Homograph numbers are automatically assigned to entries with identical headwords. They reflect the order in which the entries were created.
You can change the order that these entries are displayed. One way to do this is to change their homograph numbers:
In the Navigation Pane, click Lexicon, and then click Lexicon Edit or Browse.
In the Entries pane, configure the columns to show the Homograph number field as a column.
Edit the homograph number value for each of the entries with identical headwords to specify the order in which you want them to appear.
You can work with homographs number for each view using these dialog boxes:
Configure Headword Numbers (Dictionary and Reversal Indexes)
A lexicographer offered the following for your consideration:
Put the homograph first that the user of the dictionary is most likely to be looking for. The user may ignore the homograph number and not look past the first entry he encounters. So you want him to find the information he is looking for.
Put the most frequent homograph first. He is most likely to be looking for the more frequent item, but not necessarily so. He may be looking for a rare word that he doesn't know.
If you don't know the relative frequency of the homographs, use the grammatical category to order them.
Use this order: a) verb b) noun c) adjective d) adverb e) other (usually functors). This order corresponds roughly to the relative frequency of the grammatical categories, except that it puts verbs before nouns. (Nouns are more common than verbs.) This order is recommended because the user is more likely to have a problem with a verb and is therefore more likely to be looking for it.
Many modern dictionaries are abandoning the notion of homographs as an organizing principle. The reason is that the user almost never knows anything about etymology and therefore does not know ahead of time that a particular form might be split up into separate entries. Since dictionaries are organized on the basis of form, most users will expect to find one entry per form and will expect to find the information they are looking for under the first entry they come to. Unless they happen to notice the homograph number or happen to notice that there are two (or more) entries with the same headword, they may miss the information they are looking for. Therefore to serve the user best, we want to make it easiest for him and help guarantee success when he is trying to find a word or sense of a word. However, if you plan to include etymological information in your published dictionary, you should separate homographs. There is no easy way to specify which senses of a single entry belong to which etymology. So it is simplest to keep homographs separate.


▶ WORK ORDER:
Wherever a line in the data holds the word "initiator", pull that line out.

Records contained in a dataset

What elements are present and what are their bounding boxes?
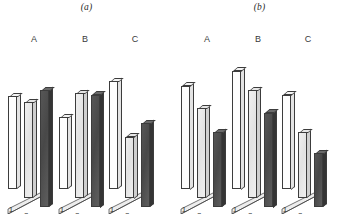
- bar-front-face: [197, 108, 206, 198]
- tick-label-2: 2: [72, 211, 82, 214]
- panel-a: (a) A123B123C123: [0, 0, 173, 214]
- bar-front-face: [109, 81, 118, 189]
- bar-side-face: [17, 93, 21, 189]
- bar-C-2[interactable]: [125, 137, 134, 199]
- bar-B-1[interactable]: [232, 71, 241, 190]
- bar-front-face: [232, 71, 241, 190]
- bar-side-face: [257, 87, 261, 198]
- tick-label-2: 2: [21, 211, 31, 214]
- bar-side-face: [68, 114, 72, 189]
- bar-front-face: [8, 96, 17, 189]
- bar-B-2[interactable]: [75, 93, 84, 198]
- plot-area: 123: [6, 54, 61, 214]
- group-label-A: A: [187, 34, 227, 44]
- bar-side-face: [33, 99, 37, 198]
- bar-front-face: [24, 102, 33, 198]
- tick-label-1: 1: [107, 205, 117, 214]
- bar-side-face: [273, 109, 277, 207]
- plot-area: 123: [230, 54, 285, 214]
- bar-front-face: [213, 132, 222, 207]
- bar-side-face: [190, 82, 194, 189]
- bar-front-face: [40, 90, 49, 207]
- group-label-C: C: [288, 34, 328, 44]
- bar-B-2[interactable]: [248, 90, 257, 198]
- tick-label-2: 2: [194, 211, 204, 214]
- tick-label-1: 1: [230, 205, 240, 214]
- bar-B-3[interactable]: [264, 113, 273, 208]
- bar-B-3[interactable]: [91, 95, 100, 208]
- bar-side-face: [84, 90, 88, 198]
- tick-label-2: 2: [245, 211, 255, 214]
- bar-C-1[interactable]: [109, 81, 118, 189]
- plot-area: 123: [107, 54, 162, 214]
- bar-front-face: [282, 95, 291, 190]
- bar-front-face: [298, 132, 307, 198]
- plot-area: 123: [179, 54, 234, 214]
- bar-group-a-C: C123: [107, 34, 162, 214]
- bar-front-face: [264, 113, 273, 208]
- bar-C-2[interactable]: [298, 132, 307, 198]
- panel-b-label: (b): [173, 2, 346, 12]
- bar-side-face: [307, 129, 311, 198]
- group-label-B: B: [65, 34, 105, 44]
- bar-group-b-B: B123: [230, 34, 285, 214]
- bar-side-face: [134, 133, 138, 198]
- bar-front-face: [59, 117, 68, 189]
- bar-A-2[interactable]: [24, 102, 33, 198]
- bar-front-face: [181, 86, 190, 190]
- bar-side-face: [323, 150, 327, 207]
- tick-label-2: 2: [295, 211, 305, 214]
- bar-side-face: [118, 78, 122, 189]
- bar-front-face: [75, 93, 84, 198]
- bar-front-face: [248, 90, 257, 198]
- bar-group-a-A: A123: [6, 34, 61, 214]
- bar-side-face: [222, 129, 226, 207]
- bar-A-3[interactable]: [40, 90, 49, 207]
- tick-label-1: 1: [57, 205, 67, 214]
- group-label-B: B: [238, 34, 278, 44]
- bar-group-b-C: C123: [280, 34, 335, 214]
- panel-b: (b) A123B123C123: [173, 0, 346, 214]
- bar-group-a-B: B123: [57, 34, 112, 214]
- panel-a-label: (a): [0, 2, 173, 12]
- bar-C-3[interactable]: [314, 153, 323, 207]
- bar-front-face: [91, 95, 100, 208]
- tick-label-1: 1: [179, 205, 189, 214]
- bar-side-face: [150, 120, 154, 207]
- bar-A-1[interactable]: [8, 96, 17, 189]
- bar-front-face: [141, 123, 150, 207]
- bar-front-face: [125, 137, 134, 199]
- bar-C-3[interactable]: [141, 123, 150, 207]
- tick-label-1: 1: [280, 205, 290, 214]
- figure-canvas: (a) A123B123C123 (b) A123B123C123: [0, 0, 346, 214]
- bar-A-3[interactable]: [213, 132, 222, 207]
- bar-side-face: [241, 67, 245, 189]
- bar-A-1[interactable]: [181, 86, 190, 190]
- bar-group-b-A: A123: [179, 34, 234, 214]
- bar-side-face: [206, 105, 210, 198]
- plot-area: 123: [57, 54, 112, 214]
- bar-A-2[interactable]: [197, 108, 206, 198]
- plot-area: 123: [280, 54, 335, 214]
- tick-label-2: 2: [122, 211, 132, 214]
- tick-label-1: 1: [6, 205, 16, 214]
- bar-front-face: [314, 153, 323, 207]
- group-label-A: A: [14, 34, 54, 44]
- bar-side-face: [49, 87, 53, 207]
- bar-B-1[interactable]: [59, 117, 68, 189]
- group-label-C: C: [115, 34, 155, 44]
- bar-side-face: [291, 91, 295, 189]
- bar-side-face: [100, 91, 104, 207]
- bar-C-1[interactable]: [282, 95, 291, 190]
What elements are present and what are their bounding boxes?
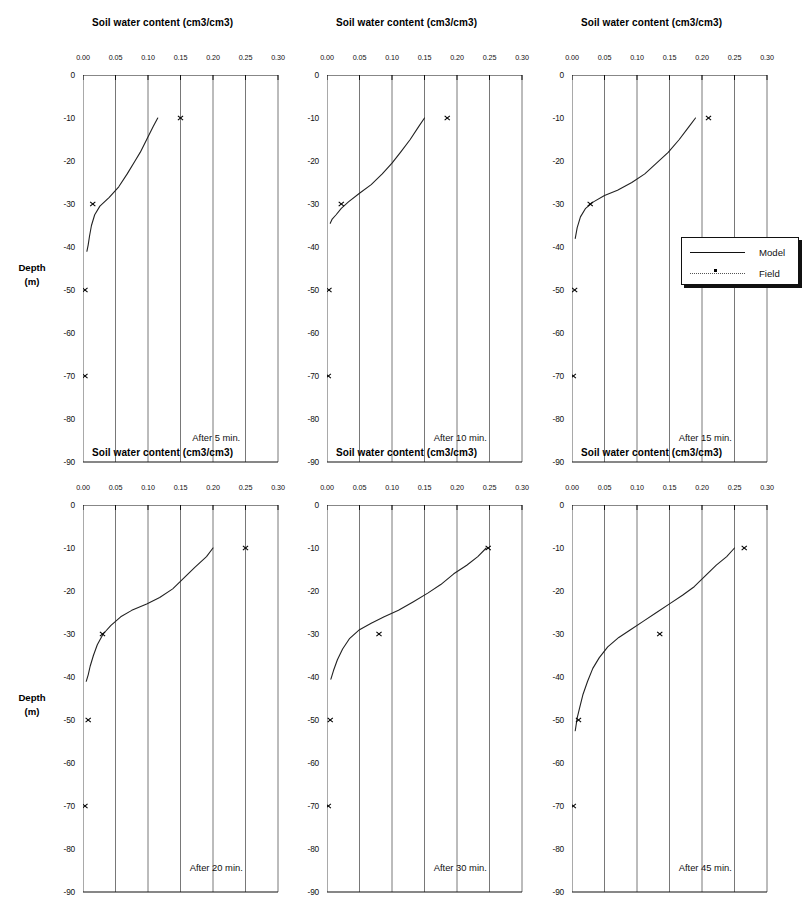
model-curve bbox=[575, 548, 734, 731]
y-tick-label: -70 bbox=[43, 371, 75, 381]
panel-time-caption: After 15 min. bbox=[679, 432, 732, 443]
field-marker bbox=[328, 718, 333, 722]
y-tick-label: -50 bbox=[532, 285, 564, 295]
model-line-icon bbox=[690, 252, 745, 253]
x-tick-label: 0.20 bbox=[206, 483, 220, 492]
x-tick-label: 0.05 bbox=[353, 53, 367, 62]
field-marker bbox=[572, 374, 576, 378]
y-tick-label: -20 bbox=[532, 586, 564, 596]
field-marker bbox=[588, 202, 593, 206]
y-tick-label: -20 bbox=[532, 156, 564, 166]
chart-panel-6: Soil water content (cm3/cm3)0.000.050.10… bbox=[502, 447, 787, 904]
x-tick-label: 0.00 bbox=[76, 483, 90, 492]
x-tick-label: 0.20 bbox=[695, 483, 709, 492]
chart-panel-2: Soil water content (cm3/cm3)0.000.050.10… bbox=[257, 17, 542, 474]
y-tick-label: -10 bbox=[43, 543, 75, 553]
model-curve bbox=[87, 118, 158, 251]
y-tick-label: -60 bbox=[287, 328, 319, 338]
x-tick-label: 0.00 bbox=[320, 53, 334, 62]
chart-legend: ModelField bbox=[681, 237, 799, 285]
field-marker bbox=[83, 288, 88, 292]
x-tick-label: 0.20 bbox=[695, 53, 709, 62]
x-tick-label: 0.15 bbox=[418, 483, 432, 492]
x-tick-label: 0.00 bbox=[565, 53, 579, 62]
x-tick-label: 0.20 bbox=[450, 483, 464, 492]
y-tick-label: -10 bbox=[532, 113, 564, 123]
y-tick-label: -40 bbox=[532, 242, 564, 252]
x-tick-label: 0.05 bbox=[109, 483, 123, 492]
x-tick-label: 0.25 bbox=[239, 53, 253, 62]
x-tick-label: 0.25 bbox=[728, 483, 742, 492]
x-tick-label: 0.15 bbox=[174, 483, 188, 492]
panel-time-caption: After 30 min. bbox=[434, 862, 487, 873]
y-tick-label: -30 bbox=[43, 199, 75, 209]
y-tick-label: -10 bbox=[287, 543, 319, 553]
x-tick-label: 0.25 bbox=[728, 53, 742, 62]
x-tick-label: 0.15 bbox=[418, 53, 432, 62]
x-tick-label: 0.30 bbox=[760, 483, 774, 492]
y-tick-label: 0 bbox=[532, 70, 564, 80]
legend-label-field: Field bbox=[759, 268, 780, 279]
x-tick-label: 0.05 bbox=[109, 53, 123, 62]
x-tick-label: 0.25 bbox=[483, 483, 497, 492]
x-axis-title: Soil water content (cm3/cm3) bbox=[502, 17, 787, 28]
y-tick-label: 0 bbox=[43, 70, 75, 80]
y-tick-label: -60 bbox=[43, 328, 75, 338]
y-tick-label: -70 bbox=[287, 801, 319, 811]
y-tick-label: -20 bbox=[43, 156, 75, 166]
chart-panel-4: Soil water content (cm3/cm3)0.000.050.10… bbox=[13, 447, 298, 904]
y-tick-label: -40 bbox=[287, 672, 319, 682]
field-marker bbox=[327, 804, 331, 808]
model-curve bbox=[330, 118, 424, 223]
y-axis-title: Depth(m) bbox=[4, 691, 60, 719]
y-tick-label: -80 bbox=[43, 414, 75, 424]
model-curve bbox=[86, 548, 213, 681]
x-tick-label: 0.10 bbox=[385, 483, 399, 492]
y-tick-label: -70 bbox=[532, 371, 564, 381]
y-axis-title-line2: (m) bbox=[4, 705, 60, 719]
y-tick-label: -80 bbox=[287, 414, 319, 424]
x-tick-label: 0.10 bbox=[141, 483, 155, 492]
x-tick-label: 0.15 bbox=[174, 53, 188, 62]
field-dotted-line-icon bbox=[690, 273, 745, 274]
y-axis-title-line1: Depth bbox=[4, 691, 60, 705]
y-tick-label: -80 bbox=[532, 844, 564, 854]
y-tick-label: -10 bbox=[532, 543, 564, 553]
y-tick-label: -60 bbox=[287, 758, 319, 768]
field-marker-swatch bbox=[690, 268, 745, 278]
x-tick-label: 0.30 bbox=[760, 53, 774, 62]
field-marker bbox=[83, 374, 88, 378]
y-tick-label: -80 bbox=[43, 844, 75, 854]
field-marker bbox=[742, 546, 747, 550]
x-tick-label: 0.00 bbox=[76, 53, 90, 62]
y-tick-label: -40 bbox=[43, 242, 75, 252]
field-marker bbox=[90, 202, 95, 206]
y-tick-label: -70 bbox=[287, 371, 319, 381]
y-tick-label: -80 bbox=[287, 844, 319, 854]
y-tick-label: -40 bbox=[287, 242, 319, 252]
y-tick-label: 0 bbox=[287, 500, 319, 510]
y-tick-label: 0 bbox=[287, 70, 319, 80]
y-tick-label: -90 bbox=[287, 887, 319, 897]
y-tick-label: -70 bbox=[532, 801, 564, 811]
y-tick-label: -30 bbox=[287, 199, 319, 209]
x-axis-title: Soil water content (cm3/cm3) bbox=[13, 447, 298, 458]
x-axis-title: Soil water content (cm3/cm3) bbox=[13, 17, 298, 28]
x-tick-label: 0.00 bbox=[565, 483, 579, 492]
legend-row-model: Model bbox=[682, 242, 798, 262]
field-marker bbox=[706, 116, 711, 120]
y-tick-label: -50 bbox=[287, 715, 319, 725]
field-marker bbox=[83, 804, 88, 808]
legend-row-field: Field bbox=[682, 263, 798, 283]
y-tick-label: -10 bbox=[43, 113, 75, 123]
y-axis-title-line1: Depth bbox=[4, 261, 60, 275]
x-tick-label: 0.15 bbox=[663, 53, 677, 62]
chart-panel-1: Soil water content (cm3/cm3)0.000.050.10… bbox=[13, 17, 298, 474]
x-tick-label: 0.05 bbox=[353, 483, 367, 492]
y-tick-label: -60 bbox=[532, 328, 564, 338]
x-tick-label: 0.10 bbox=[141, 53, 155, 62]
x-tick-label: 0.25 bbox=[239, 483, 253, 492]
y-tick-label: -60 bbox=[532, 758, 564, 768]
field-marker bbox=[327, 288, 332, 292]
field-marker bbox=[572, 804, 576, 808]
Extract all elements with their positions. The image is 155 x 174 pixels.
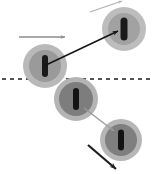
- sphere-4-marker-bar: [118, 130, 124, 151]
- sphere-2-marker-bar: [121, 18, 128, 41]
- sphere-1: [23, 44, 67, 88]
- arrow-horizontal-left: [19, 35, 65, 39]
- sphere-3-marker-bar: [73, 88, 79, 110]
- arrow-connector-3-to-4: [84, 108, 114, 131]
- sphere-1-marker-bar: [42, 55, 48, 77]
- sphere-2: [102, 7, 146, 51]
- spheres-layer: [23, 7, 146, 161]
- arrow-connector-3-to-4-shaft: [84, 108, 114, 131]
- figure-canvas: [0, 0, 155, 174]
- diagram-svg: [0, 0, 155, 174]
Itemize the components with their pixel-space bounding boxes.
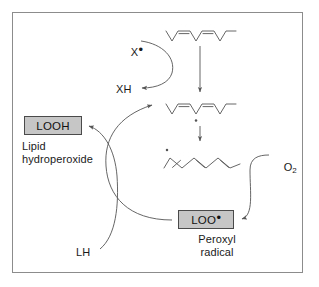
caption-lipid-hydroperoxide: Lipid hydroperoxide bbox=[22, 140, 114, 165]
label-oxygen-subscript: 2 bbox=[292, 166, 297, 175]
arrow-o2-to-loo bbox=[242, 155, 269, 219]
arrow-x-to-xh bbox=[141, 41, 173, 88]
diene-radical-dot bbox=[166, 149, 169, 152]
structure-lipid-radical bbox=[166, 104, 236, 114]
lipid-radical-dot bbox=[195, 119, 198, 122]
label-oxygen: O2 bbox=[271, 148, 297, 188]
label-abstracted-hydrogen: XH bbox=[116, 83, 131, 96]
species-box-loo-label: LOO bbox=[191, 214, 216, 226]
initiator-radical-dot: • bbox=[139, 42, 144, 57]
structure-conjugated-diene-radical bbox=[164, 158, 240, 168]
arrow-loo-to-lipid-radical bbox=[106, 105, 172, 220]
species-box-looh[interactable]: LOOH bbox=[24, 116, 82, 135]
species-box-loo[interactable]: LOO• bbox=[178, 210, 234, 229]
label-initiator-radical-text: X bbox=[131, 46, 138, 58]
species-box-looh-label: LOOH bbox=[36, 120, 69, 132]
lipid-peroxidation-figure: LOOH LOO• Lipid hydroperoxide Peroxyl ra… bbox=[0, 0, 319, 287]
label-oxygen-text: O bbox=[284, 161, 293, 173]
label-initiator-radical: X• bbox=[118, 33, 143, 71]
caption-peroxyl-radical: Peroxyl radical bbox=[177, 233, 257, 258]
label-lipid-substrate: LH bbox=[76, 246, 90, 259]
structure-polyunsaturated-lipid bbox=[166, 31, 236, 41]
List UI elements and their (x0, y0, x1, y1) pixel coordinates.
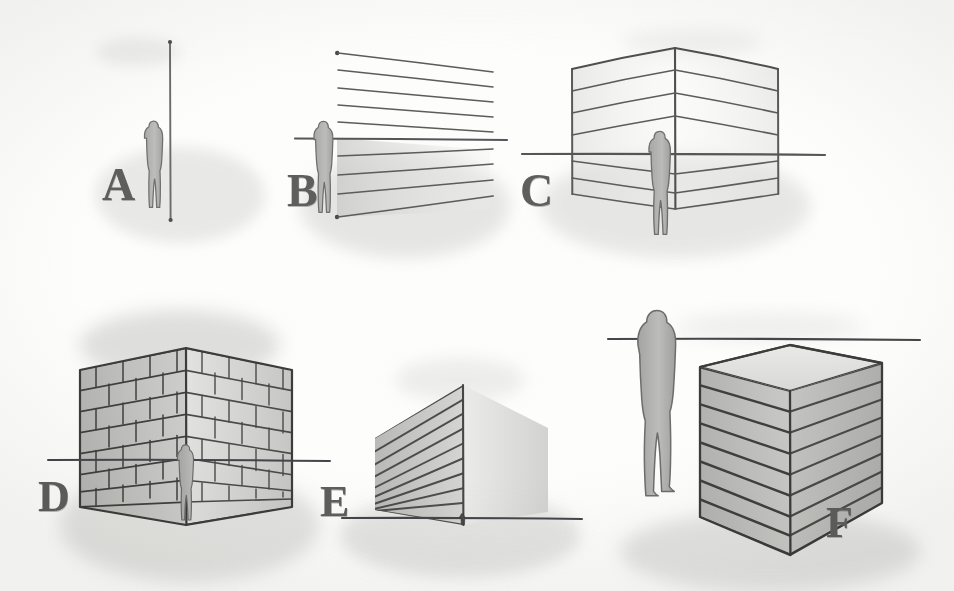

▶ REPLY TO THE TASK:
initiator-radical-dot: • bbox=[139, 42, 144, 57]
label-initiator-radical-text: X bbox=[131, 46, 138, 58]
label-initiator-radical: X• bbox=[118, 33, 143, 71]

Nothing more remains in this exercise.